Protecting Religious Free Exercise Like Other First Amendment Rights: A Response to Justice Barrett
Frederick Mark Gedicks is Guy Anderson Chair and Professor of Law at the J. Reuben Clark Law School, Brigham Young University.
In Employment Division v. Smith (1990), the U.S. Supreme Court held that the Free Exercise Clause of the First Amendment requires only minimal judicial scrutiny of laws that impose incidental burdens on religious exercise—burdens, that is, which are not aimed at believers but which believers share with the rest of the citizenry subject to the law. The decision remained controversial even after the Court clarified in Church of the Lukumi Babalu Aye, Inc. v. City of Hialeah (1993) that laws targeting religion for special burdens are constitutionally suspect and subject to “strict” judicial scrutiny. Accommodationists have long sought to overturn the Smith rule and thought their chance had come when the Court agreed to reconsider Smith in Fulton v. City of Philadelphia (2021).
In the event, the Court managed to rule for the believers in Fulton while keeping Smith largely intact. Still, six Justices indicated their dissatisfaction with Smith; two joined Justice Alito’s tendentious opinion that Smith departed from the original meaning of the “free exercise of religion,” while two others joined all or most of Justice Barrett’s short concurrence in which she listed some questions that need answering before the Court abandons Smith. First on her list is Smith as doctrinal outlier: “As a matter of text and structure, it is difficult to see why the Free Exercise Clause—lone among the First Amendment freedoms—offers nothing more than protection from discrimination” (emphasis added).
Justice Barrett thus throws in with the mistaken view that Smith offers less protection to the free exercise of religion than is enjoyed by other First Amendment rights. But, pace Barrett, Smith and Lukumi closely track how the doctrine of other First Amendment freedoms deals with incidental burdens. The free exercise of religion, in other words, is already protected from the incidental burdens of general laws to the same extent as other First Amendment rights.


→ **Work task**
Down to the last line, print the entries below exactly, and keep every picture out of the copy.

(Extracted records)
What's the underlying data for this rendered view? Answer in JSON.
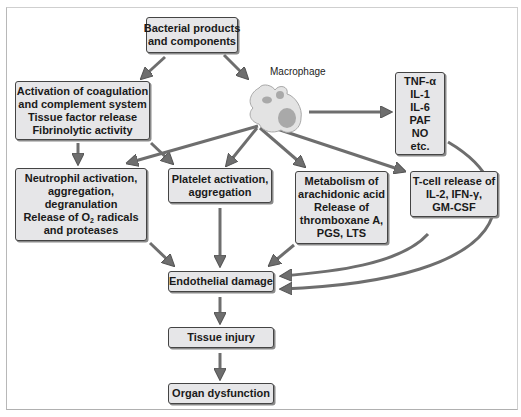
{
  "diagram": {
    "title_node": {
      "lines": [
        "Bacterial products",
        "and components"
      ]
    },
    "macrophage_label": "Macrophage",
    "coagulation": {
      "lines": [
        "Activation of coagulation",
        "and complement system",
        "Tissue factor release",
        "Fibrinolytic activity"
      ]
    },
    "cytokines": {
      "lines": [
        "TNF-α",
        "IL-1",
        "IL-6",
        "PAF",
        "NO",
        "etc."
      ]
    },
    "neutrophil": {
      "lines": [
        "Neutrophil activation,",
        "aggregation,",
        "degranulation"
      ],
      "o2_prefix": "Release of O",
      "o2_sub": "2",
      "o2_suffix": " radicals",
      "last": "and proteases"
    },
    "platelet": {
      "lines": [
        "Platelet activation,",
        "aggregation"
      ]
    },
    "arachidonic": {
      "lines": [
        "Metabolism of",
        "arachidonic acid",
        "Release of",
        "thromboxane A,",
        "PGS, LTS"
      ]
    },
    "tcell": {
      "lines": [
        "T-cell release of",
        "IL-2, IFN-γ,",
        "GM-CSF"
      ]
    },
    "endothelial": {
      "label": "Endothelial damage"
    },
    "tissue": {
      "label": "Tissue injury"
    },
    "organ": {
      "label": "Organ dysfunction"
    },
    "colors": {
      "box_fill": "#e6e6e8",
      "arrow": "#6e6e6e",
      "arrow_stroke": "#555555"
    }
  }
}
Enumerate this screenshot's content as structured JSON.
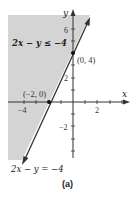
{
  "figure": {
    "caption": "(a)",
    "inequality_label": "2x − y ≤ −4",
    "boundary_label": "2x − y = −4",
    "shade_color": "#d4d4d4",
    "line_color": "#333333",
    "axes": {
      "x_label": "x",
      "y_label": "y",
      "x_ticks": [
        {
          "value": -4,
          "label": "−4"
        },
        {
          "value": 2,
          "label": "2"
        }
      ],
      "y_ticks": [
        {
          "value": 6,
          "label": "6"
        },
        {
          "value": 2,
          "label": "2"
        },
        {
          "value": -2,
          "label": "−2"
        }
      ]
    },
    "points": [
      {
        "label": "(0, 4)",
        "x": 0,
        "y": 4
      },
      {
        "label": "(−2, 0)",
        "x": -2,
        "y": 0
      }
    ]
  }
}
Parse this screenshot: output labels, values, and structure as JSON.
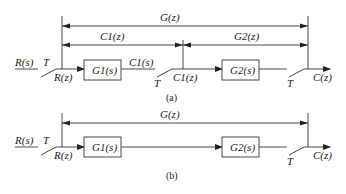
{
  "diagram_a": {
    "caption": "(a)",
    "input_label": "R(s)",
    "sampler1_label": "T",
    "sampled_input_label": "R(z)",
    "block1_label": "G1(s)",
    "block1_output_label": "C1(s)",
    "sampler2_label": "T",
    "intermediate_label": "C1(z)",
    "block2_label": "G2(s)",
    "sampler3_label": "T",
    "output_label": "C(z)",
    "span_total_label": "G(z)",
    "span_first_label": "C1(z)",
    "span_second_label": "G2(z)"
  },
  "diagram_b": {
    "caption": "(b)",
    "input_label": "R(s)",
    "sampler1_label": "T",
    "sampled_input_label": "R(z)",
    "block1_label": "G1(s)",
    "block2_label": "G2(s)",
    "sampler2_label": "T",
    "output_label": "C(z)",
    "span_total_label": "G(z)"
  }
}
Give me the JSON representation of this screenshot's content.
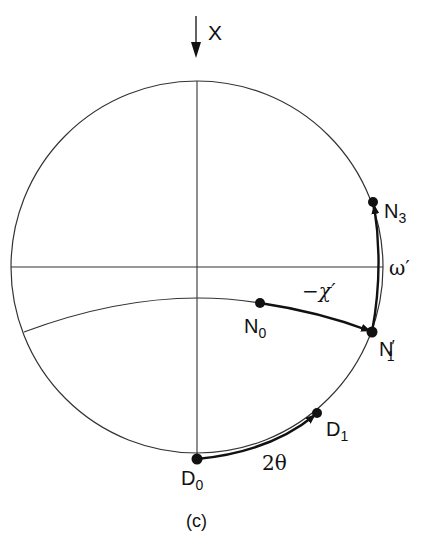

→ **Expected answer**
What's the underlying data for this rendered view? Answer in JSON.
{
  "diagram": {
    "title_node": {
      "lines": [
        "Bacterial products",
        "and components"
      ]
    },
    "macrophage_label": "Macrophage",
    "coagulation": {
      "lines": [
        "Activation of coagulation",
        "and complement system",
        "Tissue factor release",
        "Fibrinolytic activity"
      ]
    },
    "cytokines": {
      "lines": [
        "TNF-α",
        "IL-1",
        "IL-6",
        "PAF",
        "NO",
        "etc."
      ]
    },
    "neutrophil": {
      "lines": [
        "Neutrophil activation,",
        "aggregation,",
        "degranulation"
      ],
      "o2_prefix": "Release of O",
      "o2_sub": "2",
      "o2_suffix": " radicals",
      "last": "and proteases"
    },
    "platelet": {
      "lines": [
        "Platelet activation,",
        "aggregation"
      ]
    },
    "arachidonic": {
      "lines": [
        "Metabolism of",
        "arachidonic acid",
        "Release of",
        "thromboxane A,",
        "PGS, LTS"
      ]
    },
    "tcell": {
      "lines": [
        "T-cell release of",
        "IL-2, IFN-γ,",
        "GM-CSF"
      ]
    },
    "endothelial": {
      "label": "Endothelial damage"
    },
    "tissue": {
      "label": "Tissue injury"
    },
    "organ": {
      "label": "Organ dysfunction"
    },
    "colors": {
      "box_fill": "#e6e6e8",
      "arrow": "#6e6e6e",
      "arrow_stroke": "#555555"
    }
  }
}
Enumerate this screenshot's content as structured JSON.
{
  "figure": {
    "caption": "(a)",
    "inequality_label": "2x − y ≤ −4",
    "boundary_label": "2x − y = −4",
    "shade_color": "#d4d4d4",
    "line_color": "#333333",
    "axes": {
      "x_label": "x",
      "y_label": "y",
      "x_ticks": [
        {
          "value": -4,
          "label": "−4"
        },
        {
          "value": 2,
          "label": "2"
        }
      ],
      "y_ticks": [
        {
          "value": 6,
          "label": "6"
        },
        {
          "value": 2,
          "label": "2"
        },
        {
          "value": -2,
          "label": "−2"
        }
      ]
    },
    "points": [
      {
        "label": "(0, 4)",
        "x": 0,
        "y": 4
      },
      {
        "label": "(−2, 0)",
        "x": -2,
        "y": 0
      }
    ]
  }
}
Parse this screenshot: output labels, values, and structure as JSON.
{
  "diagram_a": {
    "caption": "(a)",
    "input_label": "R(s)",
    "sampler1_label": "T",
    "sampled_input_label": "R(z)",
    "block1_label": "G1(s)",
    "block1_output_label": "C1(s)",
    "sampler2_label": "T",
    "intermediate_label": "C1(z)",
    "block2_label": "G2(s)",
    "sampler3_label": "T",
    "output_label": "C(z)",
    "span_total_label": "G(z)",
    "span_first_label": "C1(z)",
    "span_second_label": "G2(z)"
  },
  "diagram_b": {
    "caption": "(b)",
    "input_label": "R(s)",
    "sampler1_label": "T",
    "sampled_input_label": "R(z)",
    "block1_label": "G1(s)",
    "block2_label": "G2(s)",
    "sampler2_label": "T",
    "output_label": "C(z)",
    "span_total_label": "G(z)"
  }
}
Give me the JSON representation of this screenshot's content.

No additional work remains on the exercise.